I was born in 1996. I dabbled with linux in the 2010s in highschool and college, and didn't switch fully until late 2010s early 2020s.

Crazy to think people have been in this longer than I've been alive.

@b0rk this poll gave me old people disease

@b0rk this is also informative and paints an interesting picture

From: @ifixcoinops
https://retro.social/@ifixcoinops/116100862295569698

Dan Fixes Coin-Ops (@[email protected])

POLL: Fedi people, do you have a website or blog or personal wiki or some other kind of online Thing That You Control Yourself that other people can find you on that isn't paid for / maintained by someone else, meaning YOUR THING is at a web address like you.whatever, not at you.someonelse.whatever or someoneelse.whatever/you, I mean are you paying the tenner a year or however much for a whole-ass domain name all for yourself (or for you and a small group of IRL friends), and if not do you want to be, THE POLL, and here is the guidance and elaboration on options: 1) No and I don't want my own site, Fedi and/or other social media scratches that itch for me just fine and I'm content with this arrangement 2) No, but I have a Vague Yearning or a Curious Itch and I wonder sometimes what it would be like, but so far it's just feelings and not plans, I haven't taken any concrete steps towards making My Own Website a real thing that exists, but I'm comfortable saying that I would probably *like* it to exist some day when I'm ready 3) No, but more of a Not Yet than a no; maybe I've bought a domain name and not put anything on it yet, or I haven't yet bought a domain name but I'm researching my options (whether I do it in a lazy few minutes here and there or in focused making-notes sort of study, both count for the purposes of this question), I've spent some time thinking about this With Intent, and I feel less "*wouldn't* this be nice" and more "*won't* this be nice" about this endeavour 4) Yes I own at least one domain name, come on Dan this is Fedi, and at least one of my domains even have websites or services associated with them BOOST THIS TOOT to get an INCREDIBLY INACCURATE IMPRESSION of how many people have and/or want websites and a more accurate picture of how many people On Fedi have and/or want websites [ ] 1) No and I'm OK with that [ ] 2) No and I am not OK with that [ ] 3) No and I am taking steps towards Yes [ ] 4) Yes

Retro Social
@b0rk counting experiments with MkLinux [1] on a PowerMac 8200/120 as 1990s… then Mac OS X Public Beta [2], although technically none of them were considered Unices at the time…
[1]: https://en.wikipedia.org/wiki/MkLinux
[2]: https://en.wikipedia.org/wiki/Mac_OS_X_Public_Beta
MkLinux - Wikipedia

@b0rk

PDP-11/45 in late 1981. First year in college.

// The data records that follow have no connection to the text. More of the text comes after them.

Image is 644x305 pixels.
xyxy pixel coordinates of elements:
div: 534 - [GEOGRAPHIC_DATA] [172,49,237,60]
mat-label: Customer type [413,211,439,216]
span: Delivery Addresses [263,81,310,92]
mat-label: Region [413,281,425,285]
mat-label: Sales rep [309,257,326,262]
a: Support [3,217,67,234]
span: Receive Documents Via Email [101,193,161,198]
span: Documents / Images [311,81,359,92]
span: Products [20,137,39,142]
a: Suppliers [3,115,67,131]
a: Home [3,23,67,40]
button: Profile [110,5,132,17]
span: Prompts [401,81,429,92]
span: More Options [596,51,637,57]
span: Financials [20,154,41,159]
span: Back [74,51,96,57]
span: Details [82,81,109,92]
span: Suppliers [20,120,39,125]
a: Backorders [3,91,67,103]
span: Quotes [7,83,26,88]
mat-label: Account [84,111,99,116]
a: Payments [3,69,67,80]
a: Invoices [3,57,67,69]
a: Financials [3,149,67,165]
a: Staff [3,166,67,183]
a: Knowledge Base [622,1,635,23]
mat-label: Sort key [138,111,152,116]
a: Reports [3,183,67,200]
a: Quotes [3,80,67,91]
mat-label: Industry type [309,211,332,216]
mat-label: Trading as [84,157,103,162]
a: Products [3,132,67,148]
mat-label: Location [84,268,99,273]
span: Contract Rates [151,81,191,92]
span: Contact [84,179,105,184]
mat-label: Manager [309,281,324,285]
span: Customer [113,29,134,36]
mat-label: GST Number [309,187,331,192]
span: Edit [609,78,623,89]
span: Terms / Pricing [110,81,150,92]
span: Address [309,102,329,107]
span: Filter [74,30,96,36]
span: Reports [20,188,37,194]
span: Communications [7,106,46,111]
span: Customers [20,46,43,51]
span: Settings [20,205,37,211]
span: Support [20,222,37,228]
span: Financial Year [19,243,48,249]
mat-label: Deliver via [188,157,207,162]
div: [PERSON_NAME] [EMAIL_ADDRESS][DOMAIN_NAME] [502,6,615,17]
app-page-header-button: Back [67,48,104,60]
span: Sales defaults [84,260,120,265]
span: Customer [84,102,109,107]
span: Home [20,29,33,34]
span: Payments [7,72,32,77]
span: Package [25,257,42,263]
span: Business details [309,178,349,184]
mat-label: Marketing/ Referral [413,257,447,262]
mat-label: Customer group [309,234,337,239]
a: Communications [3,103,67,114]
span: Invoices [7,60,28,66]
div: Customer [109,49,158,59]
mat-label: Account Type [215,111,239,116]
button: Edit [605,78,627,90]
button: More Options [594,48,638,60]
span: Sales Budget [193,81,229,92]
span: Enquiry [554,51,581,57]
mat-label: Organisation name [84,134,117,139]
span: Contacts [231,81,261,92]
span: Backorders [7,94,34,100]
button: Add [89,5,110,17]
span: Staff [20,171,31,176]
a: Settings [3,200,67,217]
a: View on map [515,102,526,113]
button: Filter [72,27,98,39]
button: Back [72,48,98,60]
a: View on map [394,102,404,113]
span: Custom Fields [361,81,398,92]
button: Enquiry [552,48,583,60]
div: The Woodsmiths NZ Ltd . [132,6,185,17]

Not even required or used for any class. Just looked interesting.

@b0rk Uhhhhhh, do Macs (Mac OS X) count?

We weren't even born before 2000 though, so we're definitely not in that olds bracket. I just don't know if we're 2000s or 2010s (grew up on Mac, moved to Linux later).

@b0rk I was using Microsoft’s early Xenix to backup their micro computers in 1983. “Xenix is a discontinued Unix operating system for various microcomputer platforms, licensed by Microsoft from AT&T Corporation. The first version was released in 1980, and Xenix was the most common Unix variant during the mid- to late-1980s”
I notice a bunch of us are old. 😁
@b0rk Was daily driving Ubuntu on the family computer at 7

@b0rk

I started 1995 with Linux.The start was not very successful. My Hardware was not fully supported. Since 2005 I use only Linux.

@b0rk 1980.

@DavidPenington @b0rk 1985, me. Back then: SunOS, Ultrix were the mainstays; DomainOS, Minix also runs.

Soon after: NeXtStep, OPENSTEP, and then of course OS X (now called macOS).

@b0rk using, 90s. really just using though. my comfort zone was DOS and any unix boxen around were critical systems for work, so not ideal for learning on. learning properly was in the late 00s with own kit and the ability to break things without major consequences :)

@b0rk as you wish, no details.

But thank you for the work you do!

@b0rk that is not the distribution I expected
@b0rk Well let me see it was really about when Ubuntu (server that is) became popular. Had used others Unixes before… somewhat, System V, Irix… but I’ll call it 2000s then.

@b0rk

If you do not give details when invited not to, can you legitimately think of yourself as a UNIX user?